Podman default profile

Allowed

write() is on the Docker and Podman default allow-lists. Blocking it is essentially impossible — without write() the process cannot even produce stderr output. If you need to constrain I/O, restrict by file descriptor in user space (e.g. with Landlock or a small wrapper) rather than via seccomp.

libseccomp

seccomp_rule_add(ctx, SCMP_ACT_ALLOW, SCMP_SYS(write), 0);

strace example

$ strace -e write echo hello
write(1, "hello\n", 6)                       = 6
+++ exited with 0 +++

strace truncates large buffers by default; pass -s 4096 to see more. Pipe (|) writes can be matched with -e trace=write -P /dev/stdout to focus on a single fd.

Security & observability

write() is the canonical exfiltration syscall: any data leaving the process — to a socket, a pipe, a file, or /dev/tcp — flows through it. eBPF tracepoint sys_enter_write fires for every call; high-volume monitoring should sample or filter by fd category to avoid drowning.

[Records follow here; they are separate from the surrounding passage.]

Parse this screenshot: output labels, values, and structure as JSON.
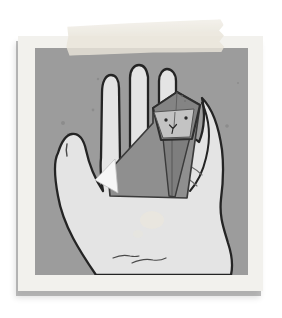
{
  "page": {
    "background": "#ffffff"
  },
  "polaroid": {
    "border_color": "#f2f1ed",
    "shadow_color": "#7d7d7d"
  },
  "tape": {
    "color": "#e9e5da"
  },
  "illustration": {
    "background": "#9c9c9c",
    "speckle_color": "#7f7f7f",
    "hand": {
      "fill": "#e4e4e4",
      "outline": "#242424",
      "crease_color": "#4a4a4a",
      "stain_color": "#ece7da"
    },
    "origami_cat": {
      "body": "#8f8f8f",
      "head_top": "#848484",
      "face": "#c3c3c3",
      "chest_shadow": "#7e7e7e",
      "white_fold": "#f6f6f6",
      "outline": "#3a3a3a",
      "eye_color": "#2b2b2b",
      "crease_color": "#5c5c5c"
    }
  }
}
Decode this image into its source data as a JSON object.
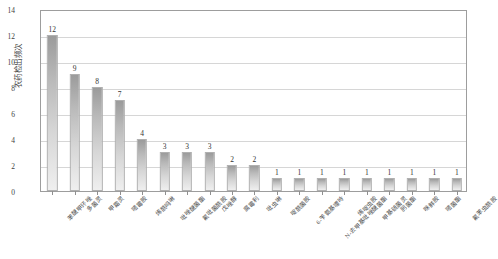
{
  "chart_data": {
    "type": "bar",
    "title": "",
    "subtitle": "",
    "xlabel": "",
    "ylabel": "农药检出频次",
    "ylim": [
      0,
      14
    ],
    "yticks": [
      0,
      2,
      4,
      6,
      8,
      10,
      12,
      14
    ],
    "grid": true,
    "legend": null,
    "data_labels": true,
    "categories": [
      "苯醚甲环唑",
      "多菌灵",
      "甲霜灵",
      "嘧霉胺",
      "烯酰吗啉",
      "吡唑醚菌酯",
      "氟吡菌酰胺",
      "戊唑醇",
      "腐霉利",
      "吡虫啉",
      "啶酰菌胺",
      "6-苄氨基嘌呤",
      "N-去甲基吡唑醚菌酯",
      "烯啶虫胺",
      "甲基硫菌灵",
      "肟菌酯",
      "咪鲜胺",
      "嘧菌酯",
      "氟苯虫酰胺"
    ],
    "values": [
      12,
      9,
      8,
      7,
      4,
      3,
      3,
      3,
      2,
      2,
      1,
      1,
      1,
      1,
      1,
      1,
      1,
      1,
      1
    ],
    "bar_color_top": "#9b9b9b",
    "bar_color_bottom": "#efefef",
    "bar_border_color": "#b0b0b0",
    "grid_color": "#d6d6d6",
    "axis_color": "#9d9d9d"
  }
}
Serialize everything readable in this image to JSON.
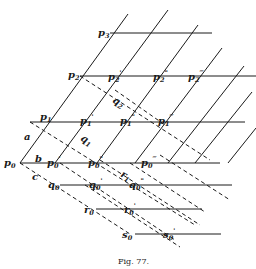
{
  "figure": {
    "caption": "Fig. 77."
  },
  "labels": {
    "p3": {
      "base": "p",
      "sub": "3",
      "sup": ""
    },
    "p2": {
      "base": "p",
      "sub": "2",
      "sup": ""
    },
    "p2p": {
      "base": "p",
      "sub": "2",
      "sup": "'"
    },
    "p2pp": {
      "base": "p",
      "sub": "2",
      "sup": "\""
    },
    "p2ppp": {
      "base": "p",
      "sub": "2",
      "sup": "‴"
    },
    "p1": {
      "base": "p",
      "sub": "1",
      "sup": ""
    },
    "p1p": {
      "base": "p",
      "sub": "1",
      "sup": "'"
    },
    "p1pp": {
      "base": "p",
      "sub": "1",
      "sup": "\""
    },
    "p1ppp": {
      "base": "p",
      "sub": "1",
      "sup": "‴"
    },
    "p0": {
      "base": "p",
      "sub": "0",
      "sup": ""
    },
    "p0p": {
      "base": "p",
      "sub": "0",
      "sup": "'"
    },
    "p0pp": {
      "base": "p",
      "sub": "0",
      "sup": "\""
    },
    "p0ppp": {
      "base": "p",
      "sub": "0",
      "sup": "‴"
    },
    "q2": {
      "base": "q",
      "sub": "2",
      "sup": ""
    },
    "q1": {
      "base": "q",
      "sub": "1",
      "sup": ""
    },
    "q0": {
      "base": "q",
      "sub": "0",
      "sup": ""
    },
    "q0p": {
      "base": "q",
      "sub": "0",
      "sup": "'"
    },
    "q0pp": {
      "base": "q",
      "sub": "0",
      "sup": "\""
    },
    "r1": {
      "base": "r",
      "sub": "1",
      "sup": ""
    },
    "r0": {
      "base": "r",
      "sub": "0",
      "sup": ""
    },
    "r0p": {
      "base": "r",
      "sub": "0",
      "sup": "'"
    },
    "s0": {
      "base": "s",
      "sub": "0",
      "sup": ""
    },
    "s0p": {
      "base": "s",
      "sub": "0",
      "sup": "'"
    },
    "a": {
      "base": "a",
      "sub": "",
      "sup": ""
    },
    "b": {
      "base": "b",
      "sub": "",
      "sup": ""
    },
    "c": {
      "base": "c",
      "sub": "",
      "sup": ""
    }
  }
}
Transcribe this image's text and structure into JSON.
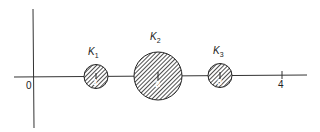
{
  "diagram": {
    "axes": {
      "origin_label": "0",
      "tick_label": "4"
    },
    "clusters": [
      {
        "name": "K",
        "subscript": "1",
        "point_label": "1",
        "radius": "small"
      },
      {
        "name": "K",
        "subscript": "2",
        "point_label": "2",
        "radius": "large"
      },
      {
        "name": "K",
        "subscript": "3",
        "point_label": "3",
        "radius": "small"
      }
    ],
    "colors": {
      "ink": "#222222",
      "background": "#ffffff"
    }
  }
}
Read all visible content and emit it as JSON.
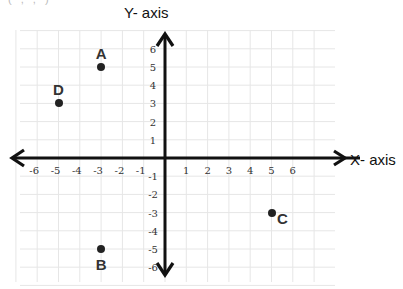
{
  "header_fragment": "( , , )",
  "chart_data": {
    "type": "scatter",
    "title": "",
    "xlabel": "X- axis",
    "ylabel": "Y- axis",
    "xlim": [
      -6,
      6
    ],
    "ylim": [
      -6,
      6
    ],
    "grid": true,
    "x_ticks": [
      "-6",
      "-5",
      "-4",
      "-3",
      "-2",
      "-1",
      "1",
      "2",
      "3",
      "4",
      "5",
      "6"
    ],
    "y_ticks": [
      "6",
      "5",
      "4",
      "3",
      "2",
      "1",
      "-1",
      "-2",
      "-3",
      "-4",
      "-5",
      "-6"
    ],
    "points": [
      {
        "label": "A",
        "x": -3,
        "y": 5
      },
      {
        "label": "B",
        "x": -3,
        "y": -5
      },
      {
        "label": "C",
        "x": 5,
        "y": -3
      },
      {
        "label": "D",
        "x": -5,
        "y": 3
      }
    ],
    "colors": {
      "axis": "#111111",
      "grid": "#e6e6e6",
      "point": "#222222",
      "label": "#333333"
    }
  }
}
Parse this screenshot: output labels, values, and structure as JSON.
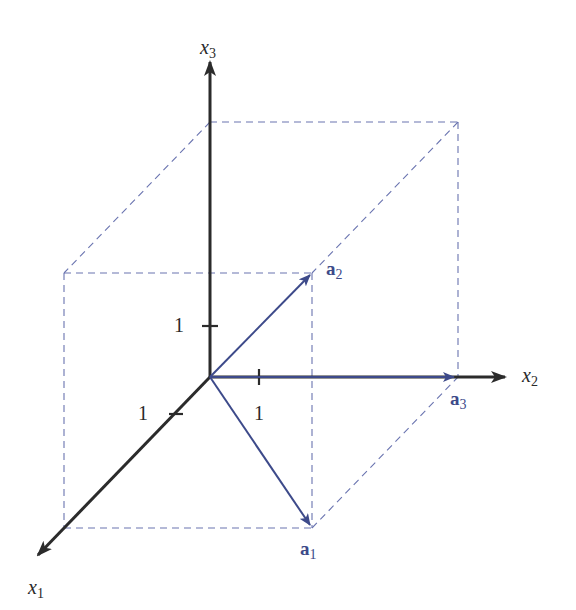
{
  "diagram": {
    "type": "3d-vector-parallelepiped",
    "colors": {
      "axis": "#2b2b2b",
      "vector": "#3d4a8a",
      "dashed": "#6a74b0",
      "label_axis": "#2a2a2a",
      "label_vector": "#3d4a8a"
    },
    "axes": [
      {
        "id": "x1",
        "base": "x",
        "sub": "1"
      },
      {
        "id": "x2",
        "base": "x",
        "sub": "2"
      },
      {
        "id": "x3",
        "base": "x",
        "sub": "3"
      }
    ],
    "ticks": [
      {
        "axis": "x3",
        "label": "1"
      },
      {
        "axis": "x1",
        "label": "1"
      },
      {
        "axis": "x2",
        "label": "1"
      }
    ],
    "vectors": [
      {
        "id": "a1",
        "base": "a",
        "sub": "1"
      },
      {
        "id": "a2",
        "base": "a",
        "sub": "2"
      },
      {
        "id": "a3",
        "base": "a",
        "sub": "3"
      }
    ]
  }
}
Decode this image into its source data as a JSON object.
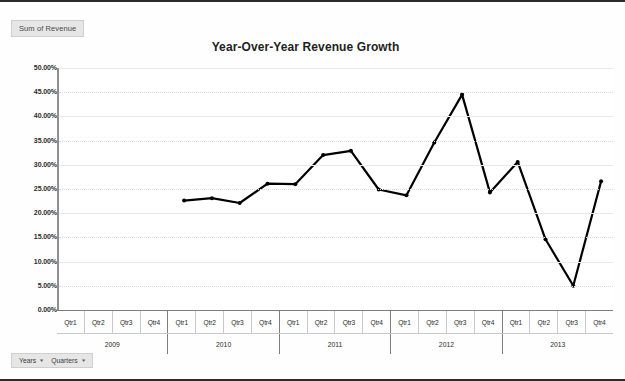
{
  "window": {
    "field_button_label": "Sum of Revenue"
  },
  "chart_data": {
    "type": "line",
    "title": "Year-Over-Year Revenue Growth",
    "xlabel": "",
    "ylabel": "",
    "ylim": [
      0,
      50
    ],
    "ytick_labels": [
      "50.00%",
      "45.00%",
      "40.00%",
      "35.00%",
      "30.00%",
      "25.00%",
      "20.00%",
      "15.00%",
      "10.00%",
      "5.00%",
      "0.00%"
    ],
    "ytick_values": [
      50,
      45,
      40,
      35,
      30,
      25,
      20,
      15,
      10,
      5,
      0
    ],
    "grid": true,
    "legend": "none",
    "marker": "round",
    "line_color": "#000000",
    "years": [
      "2009",
      "2010",
      "2011",
      "2012",
      "2013"
    ],
    "quarters": [
      "Qtr1",
      "Qtr2",
      "Qtr3",
      "Qtr4"
    ],
    "categories": [
      "2009 Qtr1",
      "2009 Qtr2",
      "2009 Qtr3",
      "2009 Qtr4",
      "2010 Qtr1",
      "2010 Qtr2",
      "2010 Qtr3",
      "2010 Qtr4",
      "2011 Qtr1",
      "2011 Qtr2",
      "2011 Qtr3",
      "2011 Qtr4",
      "2012 Qtr1",
      "2012 Qtr2",
      "2012 Qtr3",
      "2012 Qtr4",
      "2013 Qtr1",
      "2013 Qtr2",
      "2013 Qtr3",
      "2013 Qtr4"
    ],
    "series": [
      {
        "name": "Sum of Revenue",
        "values": [
          null,
          null,
          null,
          null,
          22.6,
          23.1,
          22.1,
          26.1,
          26.0,
          32.0,
          32.9,
          24.9,
          23.7,
          34.6,
          44.5,
          24.3,
          30.6,
          14.6,
          5.0,
          26.6
        ]
      }
    ]
  },
  "footer": {
    "years_button": "Years",
    "quarters_button": "Quarters",
    "caret_glyph": "▾"
  }
}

Rootkits sometimes hook write() to suppress log lines that mention their own files or processes (a 'log-grepper' filter); detection is straightforward if you also capture writes at the kernel layer via lsm/file_permission.

Errors

EBADF
fd is not a valid descriptor or is not open for writing.
EFAULT
buf is outside the process's accessible address space.
EFBIG
EINTR
The call was interrupted by a signal before any data was written.
EINVAL
EIO
ENOSPC
The device containing the file referenced by fd has no room for the data.
EPIPE
fd refers to a pipe or socket whose reading end is closed. SIGPIPE is also delivered (unless blocked or ignored).